In the example above, the vowel sounds used in words differentiating speakers of several English accents are configured as a classification table. The accent column is the classification of any speaker exhibiting the properties specified in the six leftmost columns. UK Received Pronunciation is the most specific rule and has high salience, whereas various North American accents differ from RP in their use of short A vowels. A catch all for North American accents would wild card the sounds in thought and caught (contrast Boston pronunciations with Texas). So long as trap has been pronounced with a short A (which all English speakers do), and no other rule would recognise the sounds used in the first six words, the rule engine would conclude the speaker is using English as a second language. If not even the word trap is recognisable, then the speaker is probably unintelligible, or could be French.

Implementation

A rule with a given salience can be represented by creating a bitmap index on salience by the attribute values of the rules. For instance, to store the rule {foo, bar} -> 42, with salience 10, create a bitmap index on the first attribute of the rule, and set the 10th bit of the “foo” bitmap; likewise for the “bar” bitmap of the second index. Finding rules which match both attributes is a bitwise intersection, and since we rank by salience, the rule that wins is the first in the set. An obvious choice for fast ordered sets is RoaringBitmap.

RoaringBitmap consists of containers, which are fast, cache-friendly sorted sets of integers, and can contain up to 2^16 shorts.
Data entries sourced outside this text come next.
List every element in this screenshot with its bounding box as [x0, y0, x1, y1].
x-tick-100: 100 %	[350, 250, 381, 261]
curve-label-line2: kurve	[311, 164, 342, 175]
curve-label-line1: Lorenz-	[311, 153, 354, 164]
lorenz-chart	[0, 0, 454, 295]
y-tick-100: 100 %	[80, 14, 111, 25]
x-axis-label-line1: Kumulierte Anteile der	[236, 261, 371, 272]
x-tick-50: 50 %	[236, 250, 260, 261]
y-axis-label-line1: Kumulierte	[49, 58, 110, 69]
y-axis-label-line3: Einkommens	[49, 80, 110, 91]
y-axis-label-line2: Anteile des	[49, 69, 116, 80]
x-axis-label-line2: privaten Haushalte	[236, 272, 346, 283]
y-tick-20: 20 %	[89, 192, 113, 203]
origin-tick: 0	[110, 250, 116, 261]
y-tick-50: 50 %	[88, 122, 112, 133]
In RoaringBitmap, containers are indexed by keys consisting of the most significant 16 bits of the integer. For a rules engine, if you have more than 2^16 rules you have a much bigger problem anyway, so a container could index all the rules you could ever need, so RoaringBitmap itself would be overkill. While RoaringBitmap indexes containers by shorts (it does so for the sake of compression), we can implement wildcard and prefix matching by associating containers with Strings rather than shorts. As the core data structure of the rules engine, a RoaringBitmap container is placed at each node of an Apache commons PatriciaTrie. It’s really that simple - see the source at github.

When the rules engine is queried, a set consisting of all the rules that match is intersected with the container found at the node in the trie matching the value specified for each attribute. When more than one rule matches, the rule with the highest salience is accessed via the Container.first() method, one of the features I have contributed to RoaringBitmap. See example usage at github.